Hey, look! It’s the nerdy protagonist who falls head-over-heels for the the insanely beautiful blonde who seems utterly unattainable, but is just looking for love. There’s her spiky and snarky best friend. Have I mentioned that the hero’s family is a bunch of brutal boors who humiliate him and taught him all his life that he’ll amount to nothing? Of course, he has a bunch of slacker friends who give him the most dudish advice. But you just know that their hearts — developmentally retarded though they may be — are in the right places.
By rights, with that many rom-com tropes shoehorned into one movie, “She’s Out of My League,” should be one hot mess that plain just doesn’t work. But it does. Dude … it totally does.
Why?
Because newcomer director Smith and writers Anders and Morris have absorbed a decade’s worth of horrible movies, boiled them down to their best and most essential parts and precision-machined a piece of efficient entertainment that brings raunchy laughs at a steady pace for the boys even as it delivers the heartstrings-tugging love story that adds up to date-night gold.
Baruchel plays Kirk, an amiable doofus of an airport security guard who chances to meet Molly (Alice Eve) a stunningly successful party-planner with stop-traffic curves, when she forgets her iPhone at his security checkpoint in the Pittsburgh Airport.
Kirk’s fresh off a disastrous relationship with an utter harpie (Sloane) who’s been adopted by his absolutely hideous family (who bat for the cycle when it comes to every low-brow, blue-collar cliche). The Darwinian clan is anchored by Debra Jo Rupp, who reprises the solid-but-ditzy Mom role she played on “That ’70s Show.”
Against all odds — and of course you see this one coming — Molly falls for Kirk, who’s so darn nice that, when he’s mistaken for a waiter at a French restaurant where he and Molly have gone on their first date, he dutifully steps aside to let customers pass. And this moments after he tries to return a sweater to a female patron who’s inadvertently left the garment behind (And, yeah, they try to tip him).

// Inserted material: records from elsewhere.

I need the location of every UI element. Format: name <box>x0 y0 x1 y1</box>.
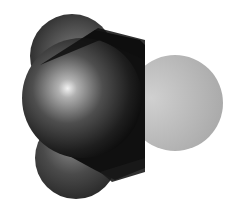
molecule-model <box>0 0 233 209</box>
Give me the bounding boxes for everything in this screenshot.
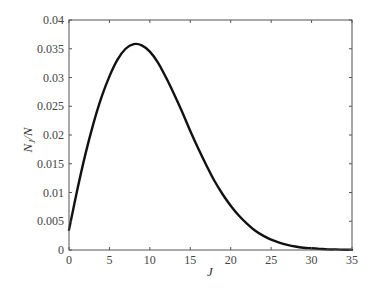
y-axis-label: NJ/N: [20, 126, 37, 153]
x-tick-label: 25: [265, 253, 277, 267]
y-tick-label: 0.025: [37, 99, 64, 113]
y-tick-label: 0.01: [43, 186, 64, 200]
series-line: [69, 44, 352, 250]
x-tick-label: 20: [225, 253, 237, 267]
x-tick-label: 0: [66, 253, 72, 267]
y-tick-label: 0.03: [43, 71, 64, 85]
chart-canvas: 05101520253035 00.0050.010.0150.020.0250…: [0, 0, 376, 295]
distribution-curve: [69, 44, 352, 250]
x-tick-label: 5: [106, 253, 112, 267]
y-axis-ticks: 00.0050.010.0150.020.0250.030.0350.04: [37, 13, 352, 257]
axes-frame: [69, 20, 352, 250]
x-tick-label: 30: [306, 253, 318, 267]
x-axis-ticks: 05101520253035: [66, 20, 358, 267]
y-tick-label: 0.015: [37, 157, 64, 171]
x-tick-label: 15: [184, 253, 196, 267]
y-tick-label: 0.005: [37, 214, 64, 228]
y-tick-label: 0.02: [43, 128, 64, 142]
x-axis-label: J: [207, 264, 214, 279]
y-tick-label: 0.035: [37, 42, 64, 56]
x-tick-label: 10: [144, 253, 156, 267]
x-tick-label: 35: [346, 253, 358, 267]
y-tick-label: 0: [58, 243, 64, 257]
y-tick-label: 0.04: [43, 13, 64, 27]
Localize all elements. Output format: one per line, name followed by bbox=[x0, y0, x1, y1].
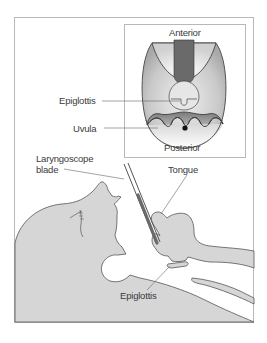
label-blade: blade bbox=[36, 164, 58, 175]
inset-blade bbox=[174, 40, 194, 84]
label-posterior: Posterior bbox=[164, 142, 200, 153]
label-anterior: Anterior bbox=[169, 27, 201, 38]
label-main-epiglottis: Epiglottis bbox=[120, 290, 157, 301]
inset-epiglottis bbox=[169, 81, 199, 110]
label-tongue: Tongue bbox=[168, 164, 198, 175]
intubation-diagram: Anterior Posterior Epiglottis Uvula Lary… bbox=[0, 0, 267, 343]
inset-uvula-dot bbox=[182, 125, 187, 130]
label-laryngoscope: Laryngoscope bbox=[36, 153, 93, 164]
label-uvula: Uvula bbox=[73, 123, 96, 134]
label-inset-epiglottis: Epiglottis bbox=[59, 95, 96, 106]
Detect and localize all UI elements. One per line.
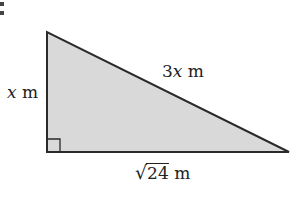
left-side-variable: x [7,82,17,102]
left-side-unit: m [22,82,38,102]
radicand: 24 [146,163,169,182]
hypotenuse-variable: x [173,61,183,81]
left-side-label: x m [7,84,38,101]
hypotenuse-coefficient: 3 [162,61,173,81]
triangle-shape [47,32,289,152]
bottom-side-unit: m [174,163,190,183]
bottom-side-label: √24 m [135,163,190,182]
hypotenuse-unit: m [188,61,204,81]
diagram-canvas: x m 3x m √24 m [0,0,308,200]
square-root-expression: √24 [135,163,169,182]
hypotenuse-label: 3x m [162,63,204,80]
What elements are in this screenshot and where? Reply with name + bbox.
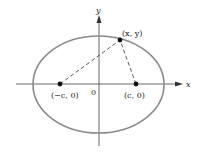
ellipse-diagram: y x 0 (x, y) (−c, 0) (c, 0): [0, 0, 200, 152]
y-axis: [97, 15, 102, 146]
dashed-line-left: [60, 40, 120, 84]
y-axis-arrow-icon: [97, 15, 102, 23]
x-axis-label: x: [186, 80, 191, 89]
point-label: (x, y): [122, 29, 142, 38]
right-focus-label: (c, 0): [124, 91, 145, 100]
ellipse-point: [118, 38, 123, 43]
left-focus-label: (−c, 0): [51, 91, 79, 100]
ellipse: [33, 36, 164, 133]
x-axis-arrow-icon: [175, 82, 183, 87]
left-focus-point: [58, 82, 63, 87]
x-axis: [16, 82, 183, 87]
y-axis-label: y: [95, 6, 101, 15]
origin-label: 0: [91, 88, 96, 97]
dashed-line-right: [120, 40, 136, 84]
right-focus-point: [134, 82, 139, 87]
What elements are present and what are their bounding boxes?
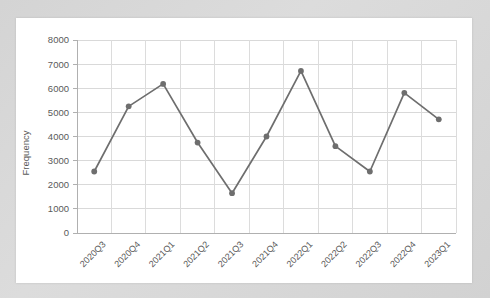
chart-panel: 010002000300040005000600070008000 2020Q3…	[16, 18, 472, 283]
x-tick-label: 2021Q3	[216, 239, 246, 269]
data-point-marker	[436, 116, 442, 122]
x-tick-label: 2020Q3	[78, 239, 108, 269]
x-tick-label: 2023Q1	[422, 239, 452, 269]
data-point-marker	[298, 68, 304, 74]
y-axis-tick-labels: 010002000300040005000600070008000	[48, 34, 69, 238]
y-tick-label: 1000	[48, 203, 69, 214]
x-axis-tick-labels: 2020Q32020Q42021Q12021Q22021Q32021Q42022…	[78, 239, 452, 269]
data-point-marker	[195, 140, 201, 146]
y-tick-label: 0	[64, 227, 69, 238]
x-tick-label: 2022Q2	[319, 239, 349, 269]
x-tick-label: 2022Q1	[285, 239, 315, 269]
y-tick-label: 8000	[48, 34, 69, 45]
y-axis-title: Frequency	[20, 130, 31, 175]
data-point-marker	[264, 134, 270, 140]
data-point-marker	[333, 143, 339, 149]
x-tick-label: 2022Q3	[354, 239, 384, 269]
x-tick-label: 2021Q2	[181, 239, 211, 269]
x-tick-label: 2021Q4	[250, 239, 280, 269]
y-tick-label: 4000	[48, 131, 69, 142]
data-point-marker	[229, 190, 235, 196]
data-point-marker	[401, 90, 407, 96]
data-point-marker	[160, 81, 166, 87]
y-tick-label: 5000	[48, 107, 69, 118]
x-tick-label: 2020Q4	[112, 239, 142, 269]
data-point-marker	[126, 103, 132, 109]
x-tick-label: 2022Q4	[388, 239, 418, 269]
screenshot-background: 010002000300040005000600070008000 2020Q3…	[0, 0, 490, 298]
y-tick-label: 3000	[48, 155, 69, 166]
line-chart: 010002000300040005000600070008000 2020Q3…	[16, 18, 472, 283]
data-series-frequency	[91, 68, 441, 196]
x-tick-label: 2021Q1	[147, 239, 177, 269]
y-tick-label: 2000	[48, 179, 69, 190]
data-point-marker	[91, 169, 97, 175]
y-tick-label: 6000	[48, 83, 69, 94]
data-point-marker	[367, 169, 373, 175]
y-tick-label: 7000	[48, 59, 69, 70]
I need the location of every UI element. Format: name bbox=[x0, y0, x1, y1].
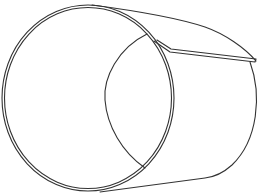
inner-back-edge bbox=[105, 34, 147, 168]
right-silhouette bbox=[100, 62, 256, 192]
seam-flap bbox=[154, 40, 256, 62]
rolled-cylinder-drawing bbox=[0, 0, 261, 193]
front-rim-outer bbox=[2, 5, 174, 191]
illustration-canvas: Line drawing of a rolled metal sheet for… bbox=[0, 0, 261, 193]
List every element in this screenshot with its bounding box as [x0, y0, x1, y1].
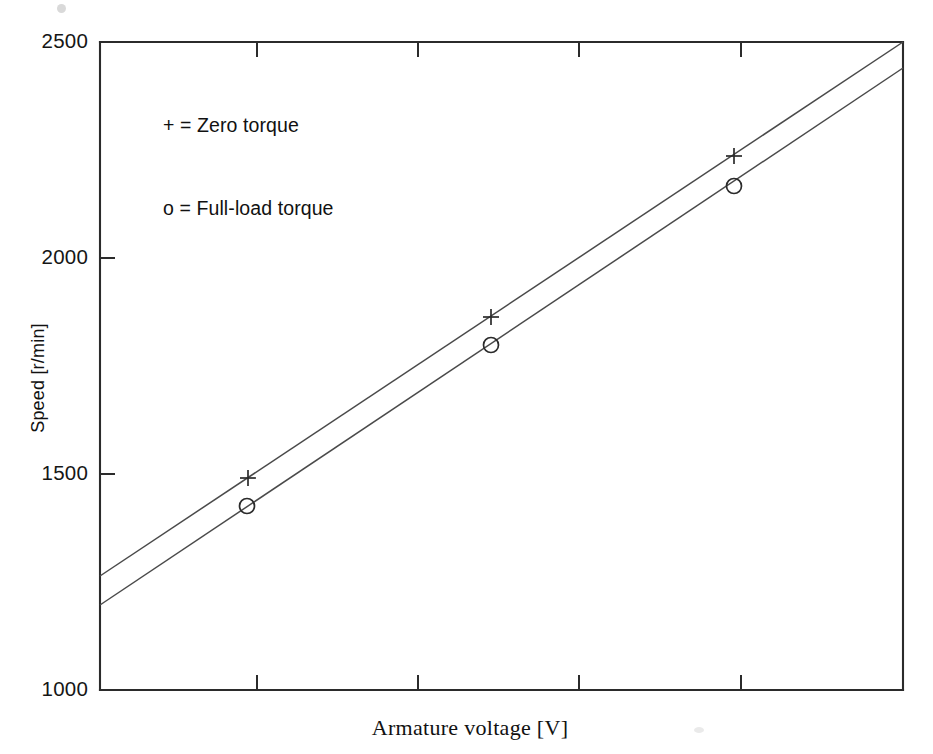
scan-artifact-speck	[57, 4, 66, 13]
y-axis-title: Speed [r/min]	[28, 323, 48, 433]
x-axis-title: Armature voltage [V]	[372, 715, 569, 740]
y-tick-label-1000: 1000	[42, 677, 88, 700]
legend-item-full-load-torque: o = Full-load torque	[163, 197, 334, 219]
y-tick-label-2000: 2000	[42, 245, 88, 268]
y-tick-label-1500: 1500	[42, 461, 88, 484]
speed-vs-armature-voltage-chart: 2500 2000 1500 1000	[0, 0, 933, 754]
scan-artifact-speck	[694, 727, 704, 733]
chart-background	[0, 0, 933, 754]
legend-item-zero-torque: + = Zero torque	[163, 114, 299, 136]
chart-figure: 2500 2000 1500 1000	[0, 0, 933, 754]
y-tick-label-2500: 2500	[42, 29, 88, 52]
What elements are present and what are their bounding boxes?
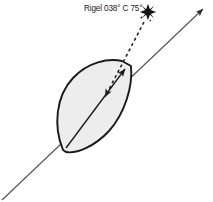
star-sight-label: Rigel 038° C 75° bbox=[84, 3, 142, 14]
ship-hull-group bbox=[57, 60, 131, 152]
celestial-bearing-diagram: Rigel 038° C 75° bbox=[0, 0, 213, 202]
ship-hull-outline bbox=[57, 60, 131, 152]
diagram-canvas bbox=[0, 0, 213, 202]
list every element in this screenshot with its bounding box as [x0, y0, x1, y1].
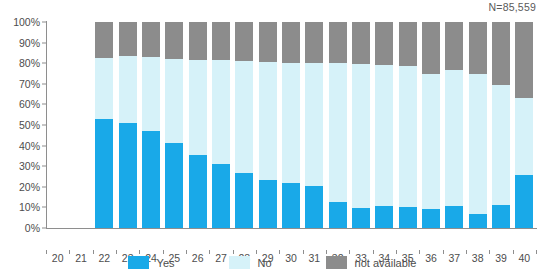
- bar-segment-not-available[interactable]: [212, 22, 230, 60]
- bar-segment-no[interactable]: [189, 60, 207, 155]
- bar-24[interactable]: [142, 22, 160, 228]
- bar-segment-yes[interactable]: [259, 180, 277, 228]
- bar-segment-not-available[interactable]: [259, 22, 277, 62]
- bar-segment-no[interactable]: [142, 57, 160, 131]
- y-axis-tick-label: 60%: [0, 98, 46, 110]
- bar-31[interactable]: [305, 22, 323, 228]
- bar-segment-not-available[interactable]: [189, 22, 207, 60]
- bar-segment-no[interactable]: [95, 58, 113, 119]
- bar-segment-yes[interactable]: [119, 123, 137, 228]
- bar-segment-yes[interactable]: [189, 155, 207, 228]
- bar-segment-yes[interactable]: [399, 207, 417, 228]
- legend-item-yes[interactable]: Yes: [128, 256, 175, 269]
- bar-35[interactable]: [399, 22, 417, 228]
- bar-segment-no[interactable]: [212, 60, 230, 164]
- y-axis-tick-mark: [42, 145, 46, 146]
- bar-segment-yes[interactable]: [142, 131, 160, 228]
- bar-segment-yes[interactable]: [165, 143, 183, 228]
- bar-segment-yes[interactable]: [515, 175, 533, 228]
- legend-item-not-available[interactable]: not available: [326, 256, 417, 269]
- bar-segment-not-available[interactable]: [165, 22, 183, 59]
- bar-segment-not-available[interactable]: [352, 22, 370, 64]
- bar-30[interactable]: [282, 22, 300, 228]
- chart-legend: YesNonot available: [0, 256, 544, 269]
- bar-segment-no[interactable]: [492, 85, 510, 206]
- bar-23[interactable]: [119, 22, 137, 228]
- y-axis-tick-mark: [42, 186, 46, 187]
- bar-segment-not-available[interactable]: [422, 22, 440, 74]
- y-axis-tick-mark: [42, 63, 46, 64]
- bar-segment-no[interactable]: [445, 70, 463, 206]
- bar-segment-no[interactable]: [422, 74, 440, 210]
- y-axis-tick-label: 10%: [0, 201, 46, 213]
- bar-segment-not-available[interactable]: [282, 22, 300, 63]
- y-axis-tick-mark: [42, 22, 46, 23]
- bar-segment-yes[interactable]: [212, 164, 230, 228]
- bar-34[interactable]: [375, 22, 393, 228]
- bar-37[interactable]: [445, 22, 463, 228]
- bar-25[interactable]: [165, 22, 183, 228]
- bar-segment-yes[interactable]: [235, 173, 253, 228]
- bar-segment-no[interactable]: [259, 62, 277, 179]
- bar-segment-no[interactable]: [165, 59, 183, 142]
- bar-segment-yes[interactable]: [282, 183, 300, 228]
- legend-swatch-icon: [128, 256, 149, 269]
- legend-label: Yes: [157, 257, 175, 269]
- bar-40[interactable]: [515, 22, 533, 228]
- y-axis-tick-mark: [42, 207, 46, 208]
- bar-22[interactable]: [95, 22, 113, 228]
- legend-item-no[interactable]: No: [229, 256, 272, 269]
- bar-segment-no[interactable]: [235, 61, 253, 173]
- bar-segment-no[interactable]: [305, 63, 323, 186]
- y-axis-tick-label: 70%: [0, 78, 46, 90]
- bar-segment-no[interactable]: [469, 74, 487, 214]
- bar-segment-yes[interactable]: [469, 214, 487, 228]
- bar-segment-yes[interactable]: [329, 202, 347, 228]
- bar-segment-not-available[interactable]: [142, 22, 160, 57]
- bar-segment-not-available[interactable]: [329, 22, 347, 63]
- bar-segment-not-available[interactable]: [119, 22, 137, 56]
- legend-swatch-icon: [326, 256, 347, 269]
- bar-segment-no[interactable]: [515, 98, 533, 175]
- bar-segment-yes[interactable]: [375, 206, 393, 228]
- bar-28[interactable]: [235, 22, 253, 228]
- bar-32[interactable]: [329, 22, 347, 228]
- bar-26[interactable]: [189, 22, 207, 228]
- bar-segment-no[interactable]: [329, 63, 347, 202]
- x-axis-tick-mark: [536, 250, 537, 254]
- y-axis-tick-label: 20%: [0, 181, 46, 193]
- y-axis-tick-mark: [42, 166, 46, 167]
- bar-segment-not-available[interactable]: [399, 22, 417, 66]
- legend-label: not available: [355, 257, 417, 269]
- bar-segment-not-available[interactable]: [235, 22, 253, 61]
- bar-segment-no[interactable]: [375, 65, 393, 206]
- bar-segment-yes[interactable]: [352, 208, 370, 228]
- bar-segment-not-available[interactable]: [492, 22, 510, 85]
- bar-segment-not-available[interactable]: [305, 22, 323, 63]
- bar-segment-no[interactable]: [399, 66, 417, 207]
- y-axis-tick-mark: [42, 42, 46, 43]
- bar-segment-not-available[interactable]: [375, 22, 393, 65]
- bar-segment-yes[interactable]: [95, 119, 113, 228]
- bar-segment-not-available[interactable]: [95, 22, 113, 58]
- y-axis-tick-label: 50%: [0, 119, 46, 131]
- bar-segment-yes[interactable]: [305, 186, 323, 228]
- bar-segment-yes[interactable]: [492, 205, 510, 228]
- stacked-bar-chart: N=85,559 0%10%20%30%40%50%60%70%80%90%10…: [0, 0, 544, 278]
- y-axis-tick-label: 0%: [0, 222, 46, 234]
- x-axis-line: [46, 228, 537, 229]
- bar-segment-no[interactable]: [352, 64, 370, 208]
- bar-segment-yes[interactable]: [422, 209, 440, 228]
- bar-segment-not-available[interactable]: [469, 22, 487, 74]
- bar-38[interactable]: [469, 22, 487, 228]
- bar-33[interactable]: [352, 22, 370, 228]
- bar-segment-yes[interactable]: [445, 206, 463, 228]
- bar-39[interactable]: [492, 22, 510, 228]
- bar-segment-no[interactable]: [119, 56, 137, 123]
- bar-29[interactable]: [259, 22, 277, 228]
- bar-36[interactable]: [422, 22, 440, 228]
- bar-segment-not-available[interactable]: [515, 22, 533, 98]
- bar-27[interactable]: [212, 22, 230, 228]
- bar-segment-not-available[interactable]: [445, 22, 463, 70]
- bar-segment-no[interactable]: [282, 63, 300, 182]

Eve, an Oxford-educated actress who starred this year as the seemingly icy magazine journalist who becomes object of Adrien Grenier’s affections on the final season of “Entourage” is effervescent as Molly. She’s drop-dead gorgeous. But she loves hockey and lives and dies with the Pittsburgh Penguins. And that makes her an automatic crush object.
But, really, the film’s finest moments come in the stoner-airport monologues with Kirk and his friends (one such scene transpires as they ride in endless circles on an airport baggage carousel. Who among us hasn’t wanted to do that?). They’re friends to the end. So much so, in fact, that when Kirk decides to engage in man-scaping in some hard to reach places, it’s his equally doofy friend Devon (Torrence) who helps him lift and separate. And when Kirk asks “How is this not gay?” you know exactly what he’s talking about.
Baruchel brings a loose-limbed believability to Kirk, a guy who has the trouble believing the best in himself, even when the angel he’s been waiting for is more than ready to believe the best in him. His struggles to transcend his family and his circumstances is one that every young person passes through — even if they don’t end up with a model-beautiful girlfriend by the end credits.
But he’s wishing for the same thing we’re all wishing for — a happy ending. And this being a smartly played rom-com, he gets one.